When This Guide Helps

  • Daily or monthly log archives need to be scanned for regressions or security events.
  • You want to benchmark --parallel vs sequential performance on your hardware.
  • Pipelines must stay reliable while processing tens of gigabytes of data.

Before You Start

  • Examples use logs/2024-*.jsonl.gz as a placeholder. Replace with your archive paths.
  • Verify disk bandwidth and CPU capacity; the fastest settings differ between laptops and servers.
  • Have a small sample ready for functional testing before running across huge datasets.

Step 1: Measure a Sequential Baseline

Start simple to confirm filters, transformations, and outputs are correct.

time kelora -j logs/2024-04-01.jsonl.gz \
  -l error \
  -k timestamp,service,message \
  -J > errors-sample.json
  • Record elapsed time, CPU usage, and memory footprint (/usr/bin/time -v can help).
  • Keep this script for future regression checks.

Step 2: Enable Parallel Processing

Use --parallel to leverage multiple cores. Let Kelora auto-detect thread count first.

time kelora -j logs/2024-04-*.jsonl.gz \
  --parallel \
  -l error \
  -e 'track_count(e.service)' \
  --metrics
  • Default threads = number of logical CPU cores.
  • On heavily I/O-bound workloads, try more threads with --threads 2x the core count; for CPU-heavy transforms, use equal or fewer threads.

Step 3: Tune Batch Size and Ordering

Batch size controls how many events each worker processes before flushing.

kelora -j logs/2024-04-*.jsonl.gz \
  --parallel --batch-size 5000 \
  -l error \
  --stats

Guidelines:

  • 1000 (default) balances throughput and memory.
  • Increase to 5000–10000 for simple filters on machines with ample RAM.
  • Decrease to 200–500 when transformations are heavy or memory is constrained.

Ordering options:

  • --file-order name for deterministic alphabetical processing.
  • --file-order mtime to scan oldest/newest archives first.

Step 4: Drop Ordering When Safe

If output order is irrelevant (metrics only, exports to sorted files), add --unordered for higher throughput.

kelora -j logs/2024-04-*.jsonl.gz \
  --parallel --unordered \
  -e 'track_count(e.service)' \
  -e 'track_count("errors")' \
  --metrics
  • --unordered flushes worker buffers immediately; expect non-deterministic ordering in the output stream.
  • Combine with --metrics or -s when you only care about aggregates.

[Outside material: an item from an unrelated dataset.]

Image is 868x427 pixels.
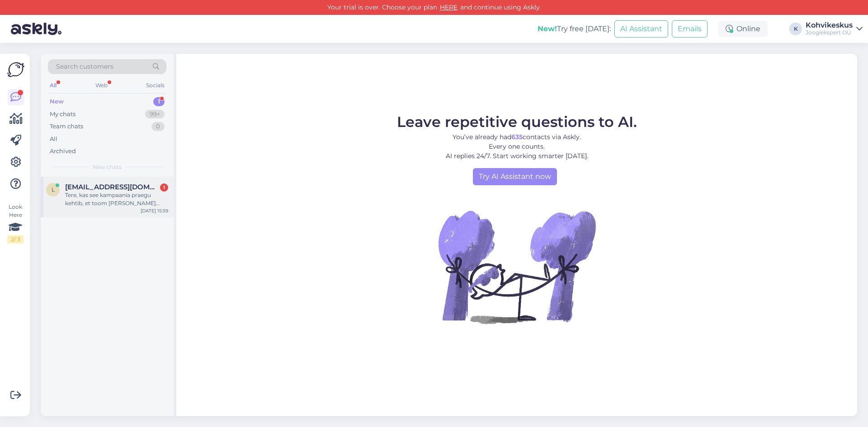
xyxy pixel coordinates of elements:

Step 5: Automate and Monitor

Wrap the tuned command in a script so you can schedule it via cron or CI.

#!/usr/bin/env bash
set -euo pipefail

ARCHIVE_GLOB="/var/log/app/app-$(date +%Y-%m)-*.jsonl.gz"
OUTPUT="reports/errors-$(date +%Y-%m-%d).json"

kelora -j $ARCHIVE_GLOB \
  --parallel --unordered --batch-size 5000 \
  -l error \
  -k timestamp,service,message \
  -J > "$OUTPUT"

kelora -j "$OUTPUT" --stats
  • Log --stats output for traceability (processed lines, parse errors, throughput).
  • Capture timing with /usr/bin/time or hyperfine to detect future regressions.

Variations

  • Mixed compression

    kelora -j logs/2024-04-*.jsonl logs/2024-04-*.jsonl.gz \
      --parallel --threads 8 \
      -l critical \
      --stats
    

  • Recursive discovery

    find /archives/app -name "*.jsonl.gz" -print0 |
      xargs -0 kelora -j --parallel --unordered \
        -e 'track_count(e.service)' \
        --metrics
    

  • Performance sweep

    for size in 500 1000 5000; do
      echo "Batch size $size"
      time kelora -j logs/2024-04-*.jsonl.gz --parallel --batch-size $size -q
    done
    

Performance Checklist

  • CPU-bound? Lower thread count or batch size to reduce contention.
  • I/O-bound? Increase threads, run from fast storage, or pre-uncompress archives.
  • Memory spikes? Reduce batch size, avoid large window_* or emit_each() operations, or process archives sequentially.
  • Need reproducible results? Avoid --unordered, process files in a consistent order, and archive the command used.